As the summer grew hotter and hotter K'dunk left the door-step and made for himself a better den. All toads do this in the scorching days—hollow out a retreat under a sod or root or rotten stump, and drowse there in its cool damp shade while the sun blisters overhead. Just in front of the door-step some broad flagstones extended across the lawn to the sidewalk. The frosts of many winters had forced them apart, some more and some less, and a ribbon of green grass now showed between many pairs of the stones. Where the ribbon was widest K'dunk found out, in some way, that the thin sod covered a hollow underneath, and he worked at this until the sod gave way and he tumbled into a roomy cavern under one of the flagstones. Here it was always cool, and he abandoned the door-step forthwith, sleeping through the drowsy August days in the better place that his wits had discovered.
Now K'dunk, with good hunting in the garden and with much artificial feeding at our hands, grew fatter and fatter. At times when he came hopping home in the morning, swelled out enormously with the uncounted insects that he had eaten, he found the space between the flagstones uncomfortably narrow. Other toads have the same difficulty and, to avoid it, simply scratch the entrance to their dens a little wider; but dig and push as he would, K'dunk could not budge the flagstones.
He scratched a longer entrance after his first hard squeezing, but that did no good; the doorway was still uncomfortably narrow, and he often reminded me, going into his house, of a very fat and pompous man trying to squeeze through a turnstile, tugging and pushing and tumbling through with a grunt at last, and turning to eye the invention indignantly. To get out of his den was easy, for during the long day he had digested his dinner and was thin again; but how to get in comfortably in the morning with a full stomach,—that was the question.
One morning I saw him come out of the garden, and I knew instantly that he had more trouble ahead. He had found some rich nests of bugs that night and had eaten enormously; his "fair round body" dragged along the grass as he crawled rather than hopped to his doorway, and his one desire seemed to be to tumble into his den drowsily and go to sleep. But alas! he could not get in. He had reached the limit at last.
First he put his head and shoulders through, and by pulling at the under side of the flagstones tried to hitch and coax his way in. All in vain! His fat body caught between the obstinate flags and only wedged tighter and tighter. The bulging part without was so much bigger than the part within that he must have given it up at a glance, could he only have seen himself. But he worked away with wonderful patience till he knew it was of no use, when he pushed himself out again and sat looking into his inhospitable doorway, blinking and tousled and all covered with dust and grass roots. As he sat he kept scratching the place where his ear should be, as if he were thinking.
In a moment or two, as if he had solved the problem, he turned around and hitched his hind legs into the hole. He was going in backwards, but carefully, awkwardly, as if he were not used to it. This, however, was worse than the other, for his obstinate belly only wedged the tighter and, with a paw down on either side of him, every push lifted him up instead of pulling him down. He gave up quicker than before, because his head was out now and he could see better how he was progressing. At last he lay down, as if he had solved the problem, and tried to squirm through his long doorway lengthwise. This was better. He could get either his hind legs or his head and shoulders through; but, like the buckets in the well, when one end was down the other end was up, and still his fat, obstinate body refused to go through with the rest. Still he seemed to be making progress, for every teeter of head and legs worked his uncomfortable dinner into better shape. At the end he wedged himself too tight, and there was a harder scramble to get out than there had been to get in. By a desperate push and kick he freed himself at last and sat, all tousled again, blinking into his doorway, meditating.
Suddenly he turned and lowered his hind legs into the hole. He was more careful this time, afraid of being caught. When he had dropped through as far as he could go, he sat very still for some moments, supporting himself with a paw on either side. His jaws opened slowly—and full of wonder at a curious twitching motion he was making, I crept near on hands and knees and looked down into his wide-open mouth. There was his dinner, all sorts of flies and night-bugs, coming up little by little and being held in his great mouth as in a basket, while his stomach worked below and sent up supplies to relieve the pressure.
Slowly he slipped down as the stones began to lose their hard grip. A squirm, a twist, a comfortable roll of his stomach, a sudden jounce—and the thing was done. K'dunk was resting with a paw on either flagstone, his body safe below and his mouth, still wide open above, holding its precious contents, like an old-fashioned valise that had burst open. Then he swallowed his disturbed dinner down again in big gulps, and with a last scramble disappeared into his cool den.
That night he did not come out, but the second night he was busy in the garden as usual. To our deep regret he deserted both the door-step and the den with its narrow opening under the flagstones. It may be that in his own way he had pondered the problem of what might have become of him had the owl been after him when he came home that morning; for when I found him again he was safe under the hollow roots of an old apple-tree, where the entrance was wide enough to tumble in quickly, however much he had eaten. And there he stayed by day as long as I kept tabs on him.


#### EXERCISE REQUIREMENTS:
Go through the material below and count the lines with the string "wave"; the number is the whole answer.
Segment Open
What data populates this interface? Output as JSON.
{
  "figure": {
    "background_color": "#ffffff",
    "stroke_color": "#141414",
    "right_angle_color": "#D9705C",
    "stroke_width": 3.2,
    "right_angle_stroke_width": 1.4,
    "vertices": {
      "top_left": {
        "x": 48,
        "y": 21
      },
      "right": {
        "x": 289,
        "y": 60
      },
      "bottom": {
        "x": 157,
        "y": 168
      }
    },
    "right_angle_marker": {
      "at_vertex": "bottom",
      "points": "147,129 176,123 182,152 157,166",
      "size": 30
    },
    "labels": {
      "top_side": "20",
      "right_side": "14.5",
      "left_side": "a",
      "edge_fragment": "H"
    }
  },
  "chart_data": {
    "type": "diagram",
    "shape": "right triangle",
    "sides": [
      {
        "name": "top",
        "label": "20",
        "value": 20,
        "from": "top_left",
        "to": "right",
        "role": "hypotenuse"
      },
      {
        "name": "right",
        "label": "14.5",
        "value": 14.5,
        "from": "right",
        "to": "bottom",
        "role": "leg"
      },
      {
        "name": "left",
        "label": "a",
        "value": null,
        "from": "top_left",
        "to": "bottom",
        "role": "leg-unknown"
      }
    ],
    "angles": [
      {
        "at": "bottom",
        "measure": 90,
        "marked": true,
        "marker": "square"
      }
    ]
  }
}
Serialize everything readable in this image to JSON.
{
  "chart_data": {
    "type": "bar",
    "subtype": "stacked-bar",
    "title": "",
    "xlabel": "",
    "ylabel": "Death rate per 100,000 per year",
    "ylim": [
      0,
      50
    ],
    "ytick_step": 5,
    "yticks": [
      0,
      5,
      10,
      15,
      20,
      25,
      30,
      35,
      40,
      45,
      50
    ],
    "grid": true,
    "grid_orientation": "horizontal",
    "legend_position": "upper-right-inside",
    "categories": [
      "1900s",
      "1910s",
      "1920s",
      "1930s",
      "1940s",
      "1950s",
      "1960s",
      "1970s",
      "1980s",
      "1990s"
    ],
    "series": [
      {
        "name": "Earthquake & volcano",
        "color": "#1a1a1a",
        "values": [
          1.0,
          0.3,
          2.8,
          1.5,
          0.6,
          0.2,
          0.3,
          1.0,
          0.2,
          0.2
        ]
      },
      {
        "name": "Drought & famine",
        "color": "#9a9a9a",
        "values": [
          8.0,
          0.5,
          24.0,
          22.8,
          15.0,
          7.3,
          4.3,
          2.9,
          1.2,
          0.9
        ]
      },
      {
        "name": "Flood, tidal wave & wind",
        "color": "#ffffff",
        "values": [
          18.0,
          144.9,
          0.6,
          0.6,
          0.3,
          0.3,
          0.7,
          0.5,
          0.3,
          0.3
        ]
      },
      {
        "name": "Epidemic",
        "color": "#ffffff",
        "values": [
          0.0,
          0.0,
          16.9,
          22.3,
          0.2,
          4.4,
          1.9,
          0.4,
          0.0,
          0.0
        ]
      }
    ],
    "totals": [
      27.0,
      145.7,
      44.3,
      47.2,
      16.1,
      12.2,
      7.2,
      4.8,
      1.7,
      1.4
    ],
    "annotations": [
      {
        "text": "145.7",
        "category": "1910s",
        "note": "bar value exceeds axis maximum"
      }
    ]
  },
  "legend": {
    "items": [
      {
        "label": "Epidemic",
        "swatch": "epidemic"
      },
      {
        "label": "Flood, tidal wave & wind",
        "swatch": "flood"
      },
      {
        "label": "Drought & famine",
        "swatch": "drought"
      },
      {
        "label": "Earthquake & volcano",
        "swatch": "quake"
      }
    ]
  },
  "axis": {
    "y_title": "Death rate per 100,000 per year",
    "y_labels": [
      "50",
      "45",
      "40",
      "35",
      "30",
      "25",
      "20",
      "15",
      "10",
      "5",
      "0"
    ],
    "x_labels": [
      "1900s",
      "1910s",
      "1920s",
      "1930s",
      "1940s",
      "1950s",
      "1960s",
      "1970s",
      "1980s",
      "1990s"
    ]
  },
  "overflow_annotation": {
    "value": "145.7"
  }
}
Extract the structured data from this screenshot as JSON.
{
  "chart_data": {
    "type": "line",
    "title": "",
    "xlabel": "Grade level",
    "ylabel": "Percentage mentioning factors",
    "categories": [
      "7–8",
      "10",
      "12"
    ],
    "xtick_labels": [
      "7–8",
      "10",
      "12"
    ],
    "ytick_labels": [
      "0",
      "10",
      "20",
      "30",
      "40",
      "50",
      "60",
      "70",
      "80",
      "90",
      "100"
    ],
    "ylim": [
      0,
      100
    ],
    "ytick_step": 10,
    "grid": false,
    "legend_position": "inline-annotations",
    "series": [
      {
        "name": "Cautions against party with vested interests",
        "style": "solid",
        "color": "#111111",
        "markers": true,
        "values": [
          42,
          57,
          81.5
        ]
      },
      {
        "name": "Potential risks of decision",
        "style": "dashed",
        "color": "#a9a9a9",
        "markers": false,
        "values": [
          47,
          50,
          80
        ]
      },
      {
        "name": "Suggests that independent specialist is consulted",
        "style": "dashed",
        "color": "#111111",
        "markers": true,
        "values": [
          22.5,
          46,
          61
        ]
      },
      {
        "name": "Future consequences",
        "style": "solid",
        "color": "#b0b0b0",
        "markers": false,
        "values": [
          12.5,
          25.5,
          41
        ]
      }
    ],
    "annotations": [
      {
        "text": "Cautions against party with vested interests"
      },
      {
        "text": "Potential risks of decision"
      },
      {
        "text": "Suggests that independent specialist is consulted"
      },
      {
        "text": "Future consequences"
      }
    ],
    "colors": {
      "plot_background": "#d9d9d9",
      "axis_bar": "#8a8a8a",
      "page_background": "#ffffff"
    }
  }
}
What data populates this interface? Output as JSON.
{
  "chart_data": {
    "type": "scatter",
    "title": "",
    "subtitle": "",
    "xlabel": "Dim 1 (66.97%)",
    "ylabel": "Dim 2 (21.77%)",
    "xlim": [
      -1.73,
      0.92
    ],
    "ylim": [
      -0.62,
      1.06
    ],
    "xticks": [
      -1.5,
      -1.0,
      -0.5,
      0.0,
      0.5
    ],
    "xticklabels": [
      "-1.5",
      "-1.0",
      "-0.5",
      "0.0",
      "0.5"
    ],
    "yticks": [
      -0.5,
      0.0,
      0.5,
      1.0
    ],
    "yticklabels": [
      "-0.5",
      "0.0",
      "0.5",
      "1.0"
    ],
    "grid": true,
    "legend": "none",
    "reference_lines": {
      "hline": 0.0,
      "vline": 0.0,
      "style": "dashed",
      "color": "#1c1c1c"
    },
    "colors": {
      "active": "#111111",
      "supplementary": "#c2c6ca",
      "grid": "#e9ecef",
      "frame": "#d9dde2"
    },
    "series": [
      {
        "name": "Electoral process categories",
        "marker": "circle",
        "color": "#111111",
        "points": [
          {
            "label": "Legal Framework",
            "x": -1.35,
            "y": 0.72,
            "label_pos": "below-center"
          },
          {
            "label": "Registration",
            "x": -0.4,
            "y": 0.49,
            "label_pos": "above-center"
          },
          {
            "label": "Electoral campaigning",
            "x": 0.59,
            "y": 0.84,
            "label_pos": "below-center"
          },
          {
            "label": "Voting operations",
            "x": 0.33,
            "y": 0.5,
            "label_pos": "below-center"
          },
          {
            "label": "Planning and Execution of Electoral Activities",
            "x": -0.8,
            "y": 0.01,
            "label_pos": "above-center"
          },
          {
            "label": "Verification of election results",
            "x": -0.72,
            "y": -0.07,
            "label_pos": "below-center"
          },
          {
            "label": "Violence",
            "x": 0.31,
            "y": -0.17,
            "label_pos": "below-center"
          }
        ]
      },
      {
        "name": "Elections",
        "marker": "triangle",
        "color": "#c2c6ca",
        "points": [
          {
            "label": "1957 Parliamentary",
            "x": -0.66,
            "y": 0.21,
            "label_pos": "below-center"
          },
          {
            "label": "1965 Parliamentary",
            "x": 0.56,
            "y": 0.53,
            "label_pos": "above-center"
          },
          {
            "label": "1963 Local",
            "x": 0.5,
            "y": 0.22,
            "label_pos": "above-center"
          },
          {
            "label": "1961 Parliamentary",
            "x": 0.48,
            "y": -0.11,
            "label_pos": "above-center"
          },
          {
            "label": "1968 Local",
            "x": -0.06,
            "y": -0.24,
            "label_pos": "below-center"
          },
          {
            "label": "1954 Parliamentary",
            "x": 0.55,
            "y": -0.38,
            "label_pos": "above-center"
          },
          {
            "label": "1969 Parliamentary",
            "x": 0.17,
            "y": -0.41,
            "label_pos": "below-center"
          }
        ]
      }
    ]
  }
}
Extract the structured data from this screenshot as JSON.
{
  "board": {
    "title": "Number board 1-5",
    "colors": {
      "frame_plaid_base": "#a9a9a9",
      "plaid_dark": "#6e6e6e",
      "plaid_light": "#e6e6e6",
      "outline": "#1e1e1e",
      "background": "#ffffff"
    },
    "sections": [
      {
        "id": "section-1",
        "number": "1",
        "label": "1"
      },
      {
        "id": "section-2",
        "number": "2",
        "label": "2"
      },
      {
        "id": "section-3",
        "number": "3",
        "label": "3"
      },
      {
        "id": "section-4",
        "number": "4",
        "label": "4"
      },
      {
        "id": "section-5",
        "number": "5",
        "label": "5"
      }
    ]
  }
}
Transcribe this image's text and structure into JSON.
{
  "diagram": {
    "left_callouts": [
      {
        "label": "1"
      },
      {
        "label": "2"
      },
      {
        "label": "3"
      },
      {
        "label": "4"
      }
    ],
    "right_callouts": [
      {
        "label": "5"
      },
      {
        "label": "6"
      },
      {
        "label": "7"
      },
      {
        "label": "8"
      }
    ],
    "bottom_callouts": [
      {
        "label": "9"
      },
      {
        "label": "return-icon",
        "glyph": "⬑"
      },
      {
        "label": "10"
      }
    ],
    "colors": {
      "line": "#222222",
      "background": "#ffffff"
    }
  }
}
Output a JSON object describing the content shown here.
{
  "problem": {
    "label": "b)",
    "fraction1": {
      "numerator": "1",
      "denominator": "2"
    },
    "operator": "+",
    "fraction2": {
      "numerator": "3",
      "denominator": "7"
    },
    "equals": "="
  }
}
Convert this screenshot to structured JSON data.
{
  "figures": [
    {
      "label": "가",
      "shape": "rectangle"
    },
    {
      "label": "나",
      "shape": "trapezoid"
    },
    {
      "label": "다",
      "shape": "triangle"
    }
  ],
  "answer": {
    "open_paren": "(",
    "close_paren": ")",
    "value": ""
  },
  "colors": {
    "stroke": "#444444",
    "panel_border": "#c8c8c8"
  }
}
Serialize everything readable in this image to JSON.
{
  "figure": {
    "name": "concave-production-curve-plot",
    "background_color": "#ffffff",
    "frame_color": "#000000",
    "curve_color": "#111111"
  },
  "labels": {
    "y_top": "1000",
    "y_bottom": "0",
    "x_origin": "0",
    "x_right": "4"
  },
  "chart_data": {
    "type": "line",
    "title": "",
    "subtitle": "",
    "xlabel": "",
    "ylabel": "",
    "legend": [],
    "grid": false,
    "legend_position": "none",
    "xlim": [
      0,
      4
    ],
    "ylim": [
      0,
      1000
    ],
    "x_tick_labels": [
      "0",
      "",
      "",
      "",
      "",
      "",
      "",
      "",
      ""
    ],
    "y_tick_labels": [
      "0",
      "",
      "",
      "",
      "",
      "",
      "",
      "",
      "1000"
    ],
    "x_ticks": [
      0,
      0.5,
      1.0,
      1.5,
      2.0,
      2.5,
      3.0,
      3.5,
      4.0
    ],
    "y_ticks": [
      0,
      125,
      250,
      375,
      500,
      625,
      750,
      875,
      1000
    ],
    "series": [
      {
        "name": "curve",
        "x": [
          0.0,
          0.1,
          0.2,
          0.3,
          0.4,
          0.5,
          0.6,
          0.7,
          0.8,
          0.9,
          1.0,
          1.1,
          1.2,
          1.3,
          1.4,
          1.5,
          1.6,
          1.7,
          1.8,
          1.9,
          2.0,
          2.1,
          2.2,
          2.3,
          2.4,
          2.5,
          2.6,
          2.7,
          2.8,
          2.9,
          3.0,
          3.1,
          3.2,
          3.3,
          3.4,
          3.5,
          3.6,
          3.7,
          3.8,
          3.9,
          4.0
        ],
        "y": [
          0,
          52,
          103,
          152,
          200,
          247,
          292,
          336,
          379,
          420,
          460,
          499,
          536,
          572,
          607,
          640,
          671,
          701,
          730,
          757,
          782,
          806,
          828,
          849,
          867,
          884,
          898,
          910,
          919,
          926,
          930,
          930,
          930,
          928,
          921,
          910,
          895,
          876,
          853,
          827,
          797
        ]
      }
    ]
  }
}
Segment Closed
#### TASK RESPONSE:
2